All Quotes By Tag: Stupidity
“Some social ills are preserved by the common misbelief that things such as ignorance, greed, and stupidity do not have the stamina required to reach old age.”
“The kind of lies that someone tells us gives us an idea of how stupid, knowledgeable, intelligent, or ignorant they are … or they think we are.”
“Being rich or famous is the only profound thing that some people have ever said.”
“If you have influence on other people. Dont be influenced by their hate, money, jealousy, anger and popularity .”
“I dont celebrate any friendship that was build on hate, because we share the common enemy.”
“Children are no longer being parented, but are raised. Thats why they don’t have morals, ethics,humanity and manners, because their parents neglected them. We now live in a society that doesnt care about right or wrong.”
“When people support you when you have done something wrong. It doesnt mean you are right, but it means those people are promoting their hate , bad behavior or living their bad lives through you.”
“Never justify someones wrong action, without them apologizing first & admitting their wrongs. If you do. You are not making them better, but you are making them worse on the bad things they do.”
“I don’t know whether it was a divine stupidity or a great faith that let them do it.”
“أحمق من يستسلم للموت طالما الحياة ممكنة”
“One German-American friend of mine, an architectural historian my own age, can be counted on to excoriate Woodrow Wilson after he has had several strong drinks. He goes on to say that it was Wilson who persuaded this country that it was patriotic to be stupid, to be proud of knowing only one language, of believing that all other cultures were inferior and ridiculous, offensive to God and common sense alike, that artists and teachers and studious persons in general were ninnies when it came to dealing with problems in life that really mattered, and on and on. This friend says that it was a particular misfortune for this country that the German-Americans had achieved such eminence in the arts and education when it was their turn to be scorned from on high. To hate all they did and stood for at that time, which included gymnastics, by the way, was to lobotomize not only the German-Americans but our culture. “That left American football,” says my German-American friend, and someone is elected to drive him home.”
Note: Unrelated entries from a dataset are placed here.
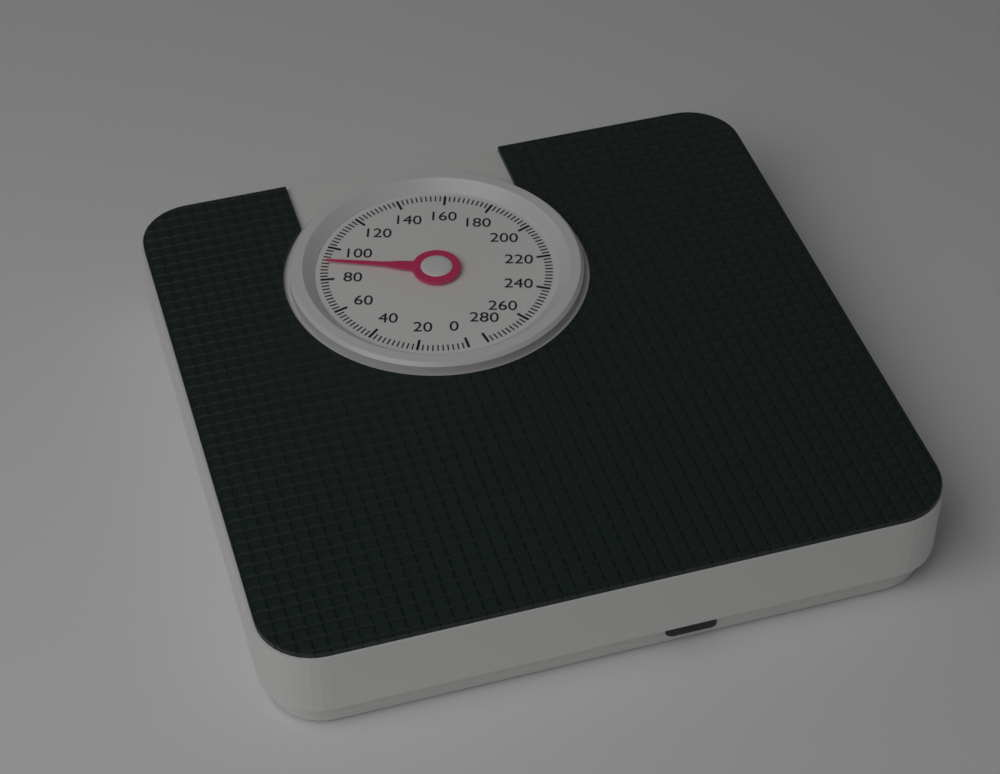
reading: 90 (no unit)
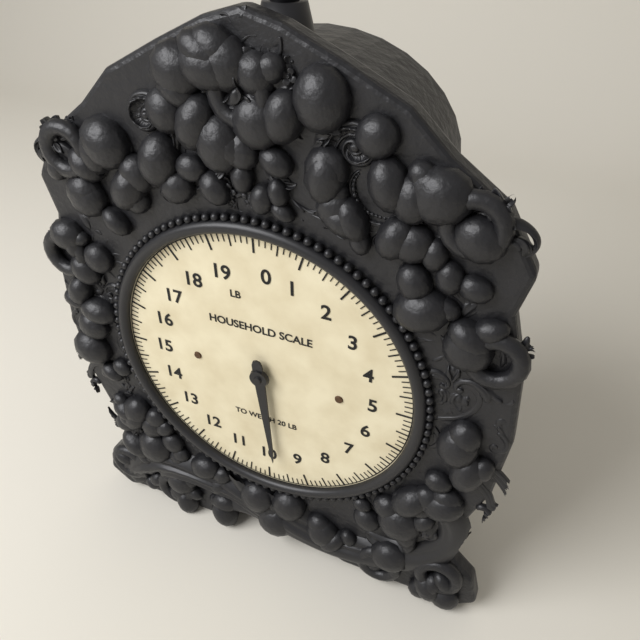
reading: 9.750 lb
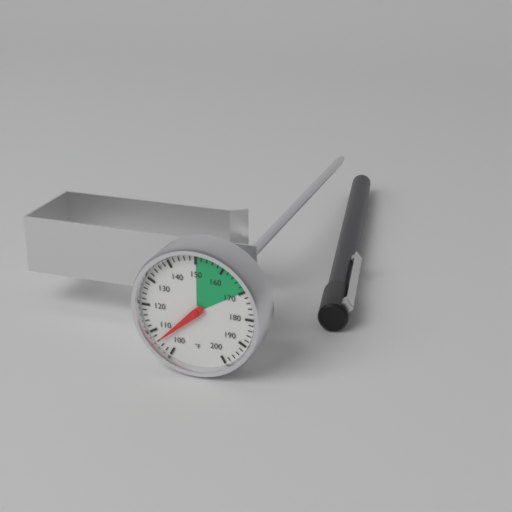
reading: 106 °F
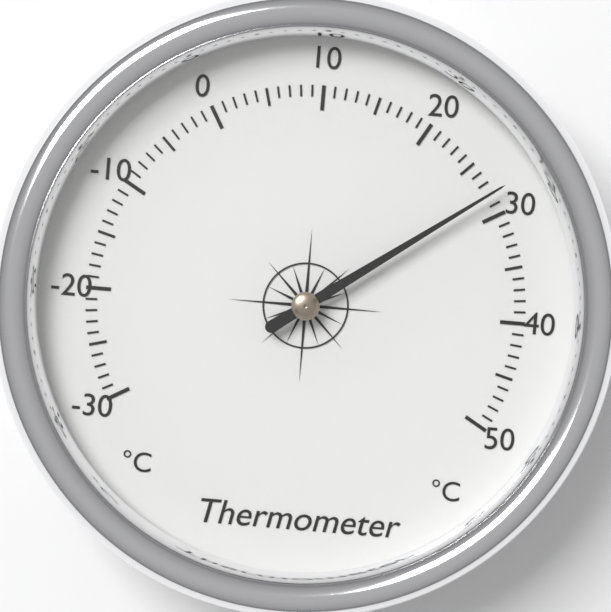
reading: 28 °C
“When the Washington Post telephoned me at home on Valentine’s Day 1989 to ask my opinion about the Ayatollah Khomeini’s fatwah, I felt at once that here was something that completely committed me. It was, if I can phrase it like this, a matter of everything I hated versus everything I loved. In the hate column: dictatorship, religion, stupidity, demagogy, censorship, bullying, and intimidation. In the love column: literature, irony, humor, the individual, and the defense of free expression. Plus, of course, friendship—though I like to think that my reaction would have been the same if I hadn’t known Salman at all. To re-state the premise of the argument again: the theocratic head of a foreign despotism offers money in his own name in order to suborn the murder of a civilian citizen of another country, for the offense of writing a work of fiction. No more root-and-branch challenge to the values of the Enlightenment (on the bicentennial of the fall of the Bastille) or to the First Amendment to the Constitution, could be imagined. President George H.W. Bush, when asked to comment, could only say grudgingly that, as far as he could see, no American interests were involved…”
“The world demands I make good choices on no information, and then blames my maidenhood for my mistakes, as if my maidenhood were responsible for my ignorance. Ignorance is not stupidity, but it might as well be. And I do not like feeling stupid.”